Quantum computing will break today's encryption within this decade. PICMS is already prepared — with a crypto-agile architecture, a complete cryptographic inventory, and automated data retention policies that satisfy ISO 27001 Annex A.10.1 today and NIST post-quantum standards tomorrow.
By 2030, current encryption methods will be vulnerable to quantum attacks. The UK ICO and NCSC are already urging organisations to prepare. PICMS is the first compliance platform built from the ground up to be crypto-agile, ensuring your ISMS is ready for the post-quantum future.
ISO 27001:2022 Annex A Control 8.24 (formerly A.10.1) requires organisations to define a policy on the use of cryptographic controls, including key management. As quantum computing advances, this obligation extends to planning and documenting your migration path from classical to quantum-resistant algorithms.

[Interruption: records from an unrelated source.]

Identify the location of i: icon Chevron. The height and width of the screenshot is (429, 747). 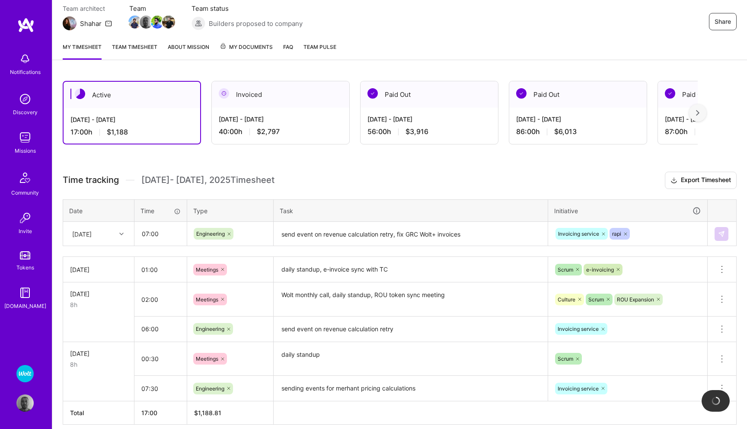
(122, 234).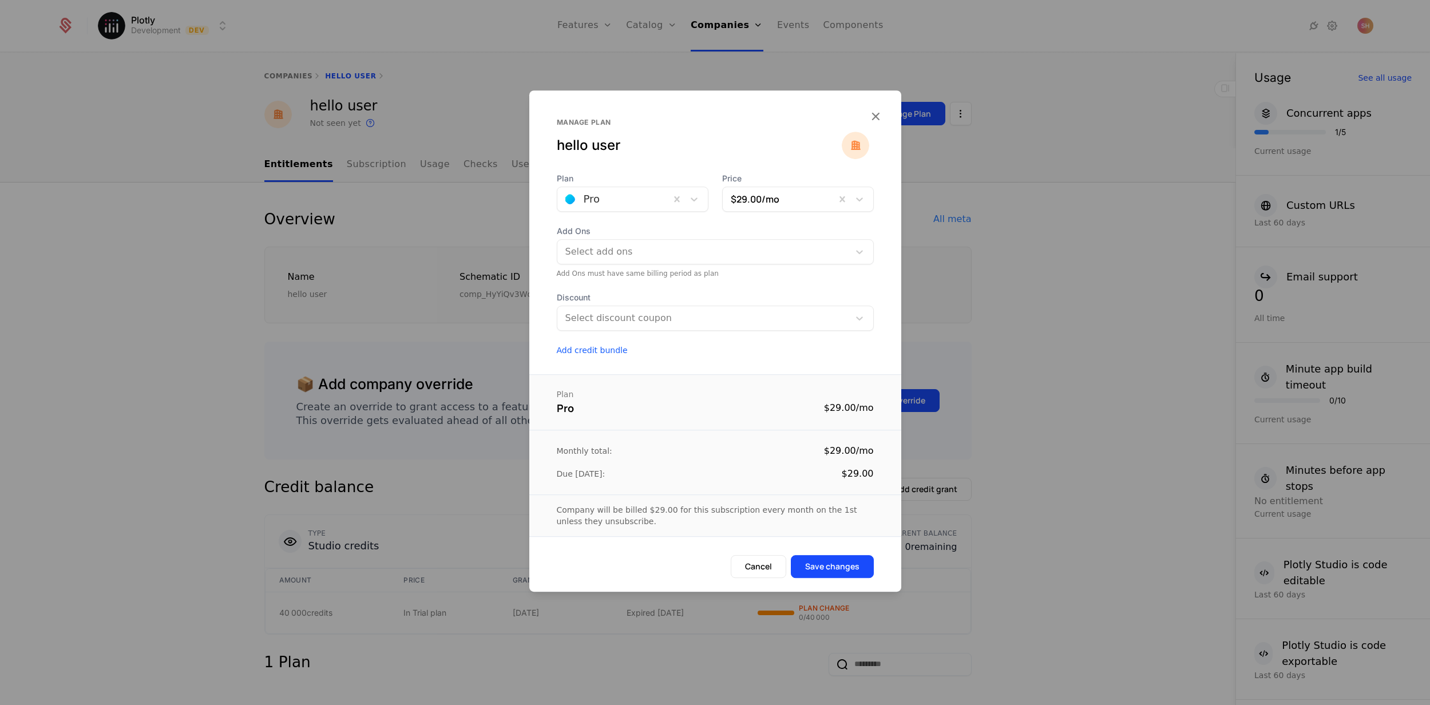 This screenshot has width=1430, height=705. What do you see at coordinates (715, 298) in the screenshot?
I see `span: Discount` at bounding box center [715, 298].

PICMS provides the framework to do exactly that. Our Cryptographic Bill of Materials (CBOM) gives you a complete, auditable inventory of every cryptographic primitive in use — the starting point for any transition plan. Our crypto-agile wrapper architecture means that when NIST finalises post-quantum standards, adoption is a configuration change rather than a re-engineering programme.
For certification auditors: PICMS itself serves as evidence that your chosen compliance platform takes cryptographic controls seriously — not as a checkbox, but as a continuously maintained engineering discipline.

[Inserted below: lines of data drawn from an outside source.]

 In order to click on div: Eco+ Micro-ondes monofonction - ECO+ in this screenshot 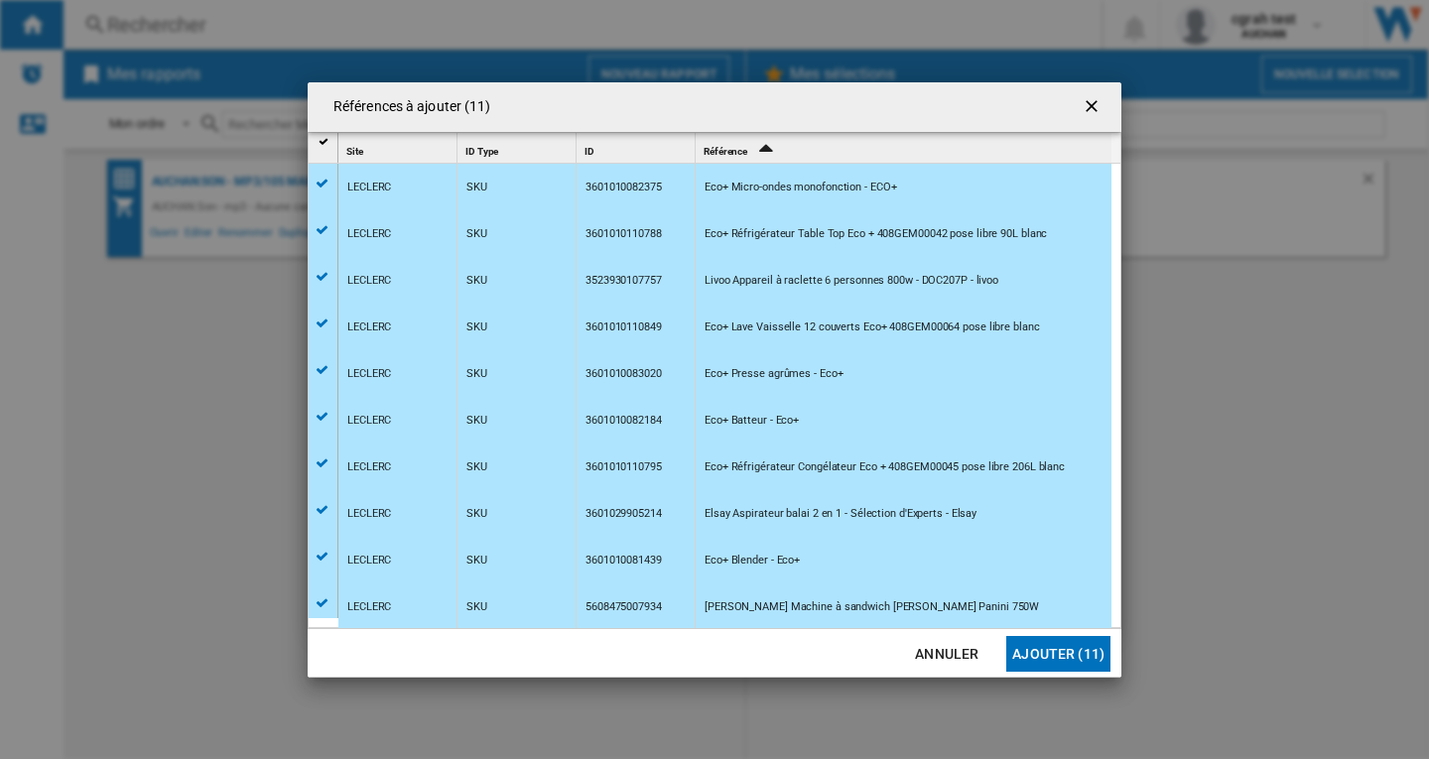, I will do `click(800, 188)`.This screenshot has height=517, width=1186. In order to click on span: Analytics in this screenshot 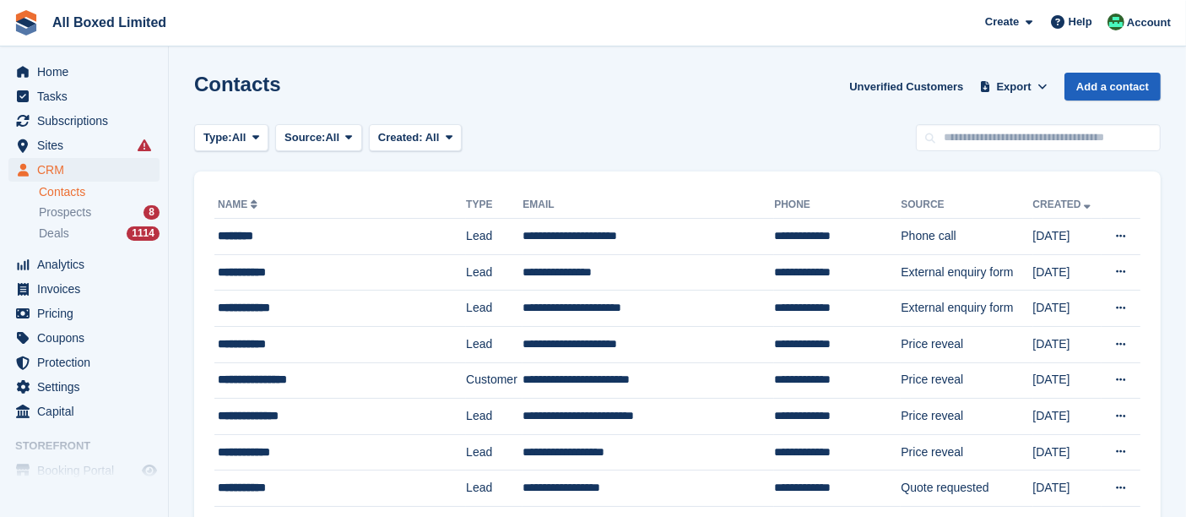, I will do `click(88, 264)`.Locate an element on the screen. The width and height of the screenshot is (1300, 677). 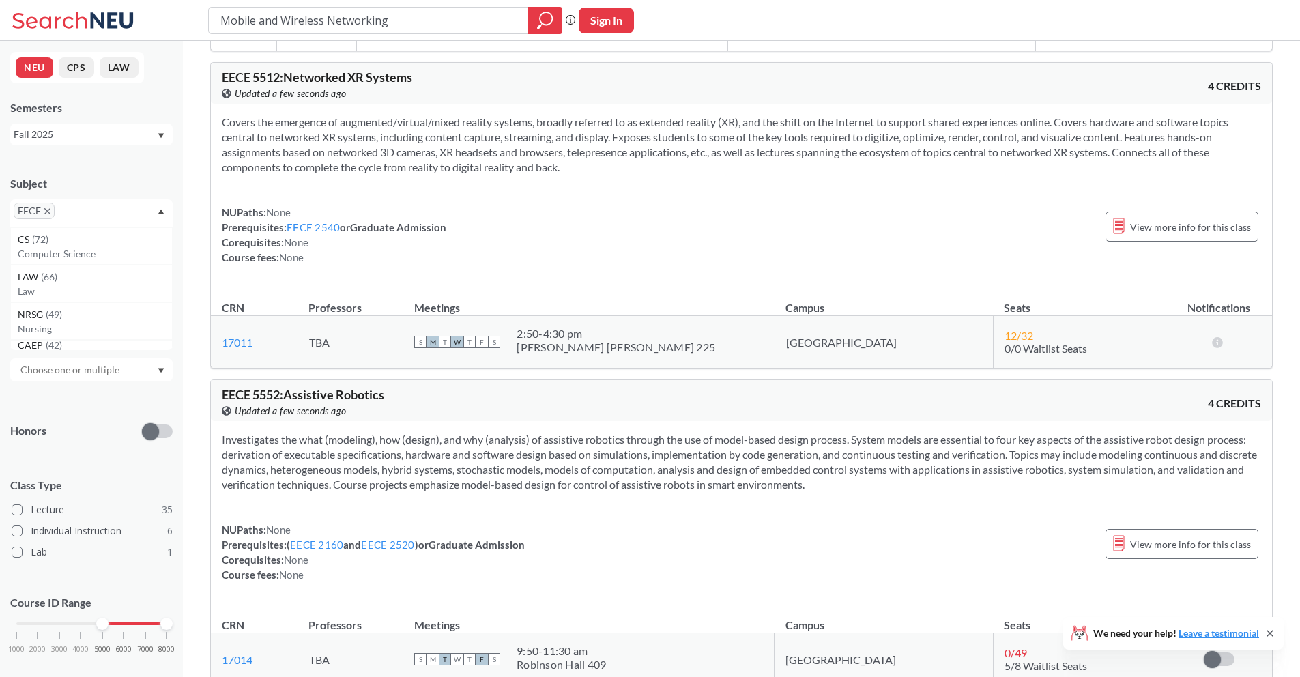
button: Sign In is located at coordinates (606, 20). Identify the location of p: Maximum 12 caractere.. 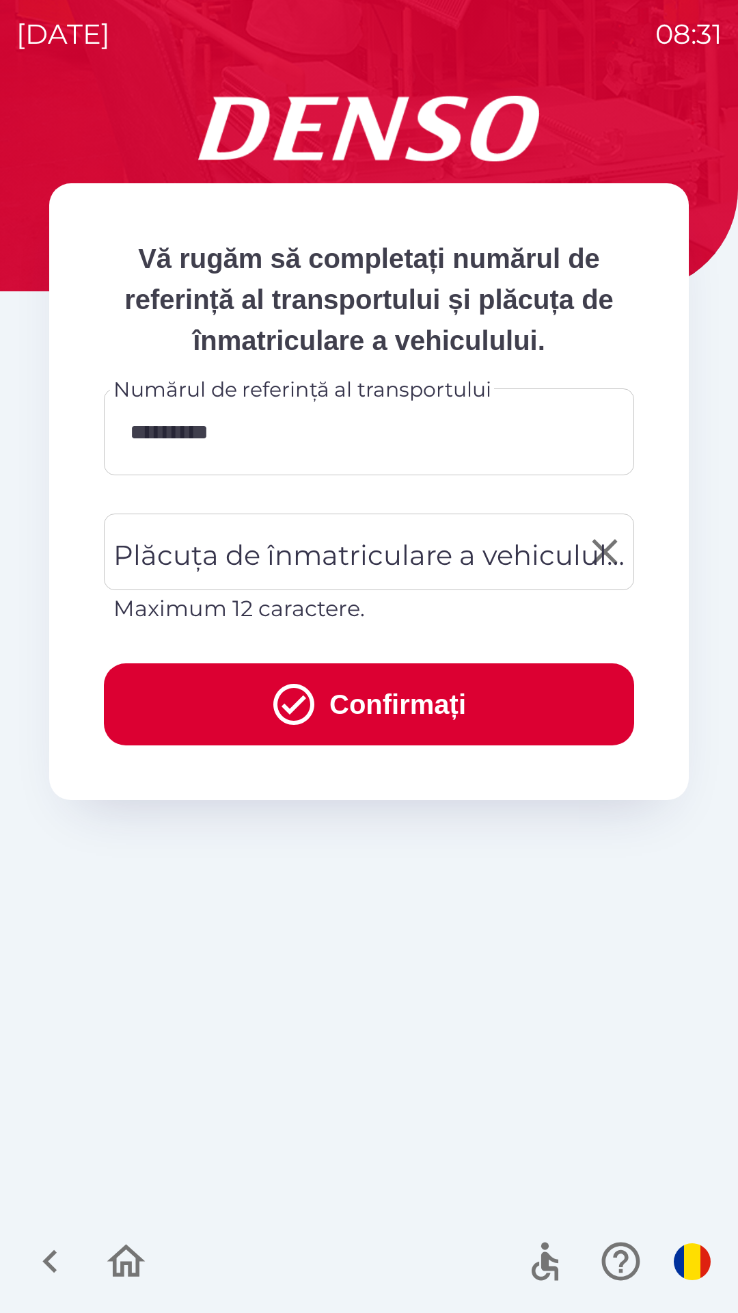
(369, 608).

These are not roadmap items. Every control below is live in production today, auditable, and documented in our public CBOM.

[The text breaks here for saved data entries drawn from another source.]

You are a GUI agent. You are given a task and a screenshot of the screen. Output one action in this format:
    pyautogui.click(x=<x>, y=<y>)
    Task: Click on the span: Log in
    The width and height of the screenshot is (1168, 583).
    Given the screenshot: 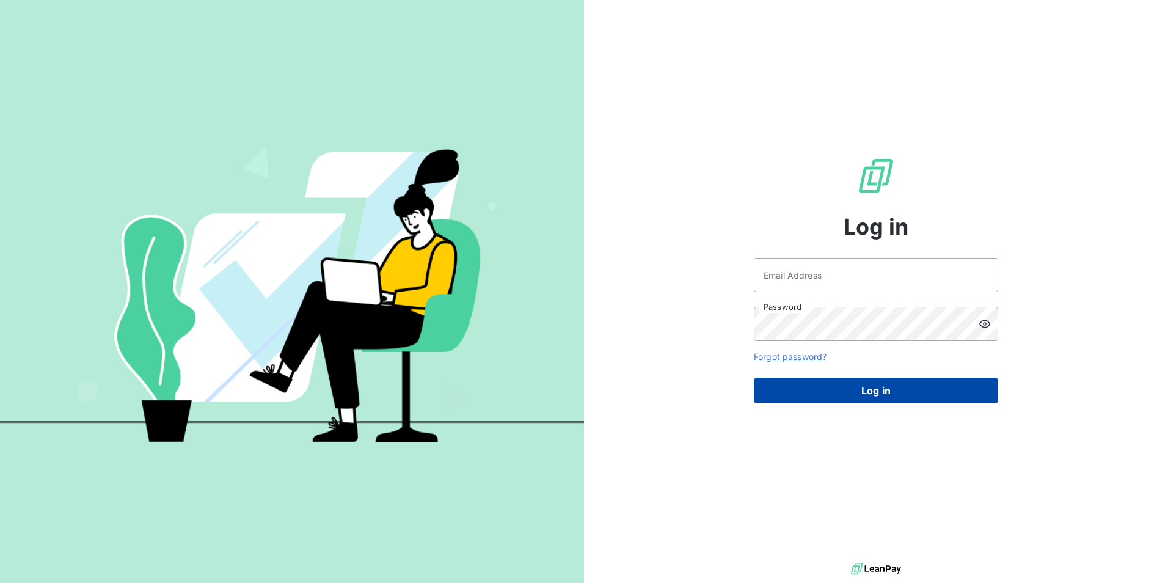 What is the action you would take?
    pyautogui.click(x=876, y=227)
    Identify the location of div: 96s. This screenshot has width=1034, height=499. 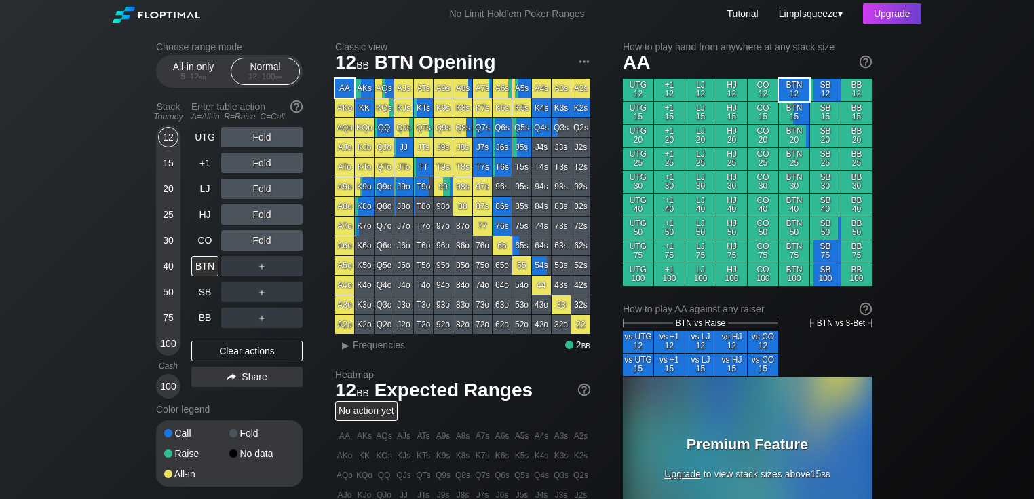
(502, 187).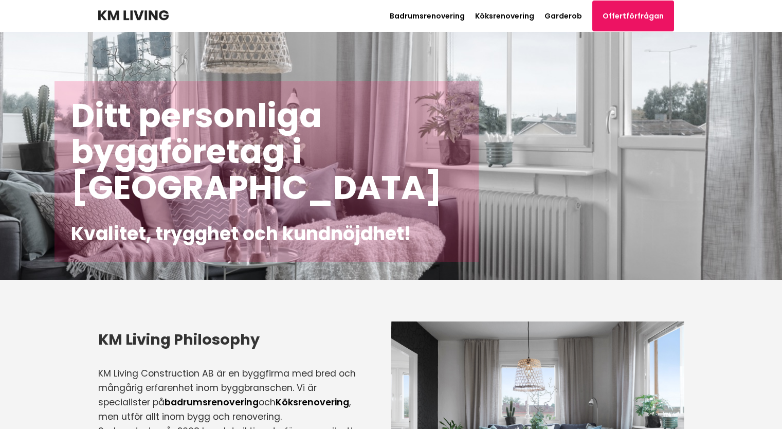 This screenshot has width=782, height=429. What do you see at coordinates (427, 16) in the screenshot?
I see `a: Badrumsrenovering` at bounding box center [427, 16].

Every cryptographic primitive inventoried and classified by quantum vulnerability. Zero RSA, ECC, or ECDSA in application code. Full audit trail of what algorithms are used, where, and why.
Single wrapper (crypto-provider.js) for all cryptographic calls. Adopting NIST FIPS 203/204 (ML-KEM, ML-DSA) is a one-file change — not a six-month project.
Automated retention with daily enforcement. Briefing cache: 90-day hard-delete. Fleet patterns: 2-year archive. Full audit trail in retention_cleanup_log.
Weekly S3 data exports carry SHA-256 + HMAC-SHA-256 integrity signatures. Tamper detection built in. Every bundle verifiable with a single function call.
Choosing PICMS gives you documented evidence across multiple ISO 27001 controls — without lifting a finger.
Your platform vendor maintains a complete CBOM with zero quantum-vulnerable primitives in application code. This is documented evidence for your cryptographic controls policy.
The single-wrapper architecture demonstrates that algorithm migration has been planned and architected — not deferred. Auditors can inspect the wrapper and see the transition path.
Automated retention policies with daily enforcement and a complete audit trail. Reduces the "harvest now, decrypt later" attack surface by ensuring data doesn't persist beyond its useful life.
HMAC-signed exports provide cryptographic proof that your compliance data hasn't been tampered with in transit or at rest. Dual-hash verification (SHA-256 + HMAC-SHA-256) with constant-time comparison.
PICMS's posture aligns with the NCSC's "Preparing for Quantum-Safe Cryptography" guidance: inventory your cryptographic assets, plan for agility, and prioritise long-lived data.
The ICO expects controllers to consider future threats under UK GDPR Article 25. Choosing a crypto-agile platform demonstrates proactive data protection by design and by default.
The NCSC and ICO are not waiting for quantum computers to arrive before expecting organisations to act. Here is where we are.
NIST published FIPS 203 (ML-KEM, lattice-based key encapsulation), FIPS 204 (ML-DSA, lattice-based digital signatures), and FIPS 205 (SLH-DSA, hash-based signatures) as the first three post-quantum cryptographic standards.
NIST IR 8413 / PQC Standardisation ProjectThe UK National Cyber Security Centre published "Preparing for Quantum-Safe Cryptography" — urging organisations to inventory their cryptographic dependencies, identify long-lived data, and build migration roadmaps now, not after quantum computers arrive.
NCSC Quantum-Safe Cryptography GuidanceOrganisations that act now gain a multi-year head start. PICMS completed its CBOM audit, deployed crypto-agile architecture, and implemented automated data retention — turning guidance into engineering. Your ISMS documentation reflects a vendor that has already begun the transition.
PICMS PQC Sprint — April 2026Industry consensus places cryptographically relevant quantum computers (CRQC) within reach by the end of the decade. Data encrypted today with RSA-2048 or ECC P-256 and stored by adversaries can be decrypted retroactively — the "harvest now, decrypt later" threat. Organisations without crypto-agility will face emergency migrations under pressure.
ETSI QSC / BSI PQC ForecastYour compliance data deserves a platform that treats cryptographic controls as an engineering discipline, not a checkbox. Start your free trial and see the difference.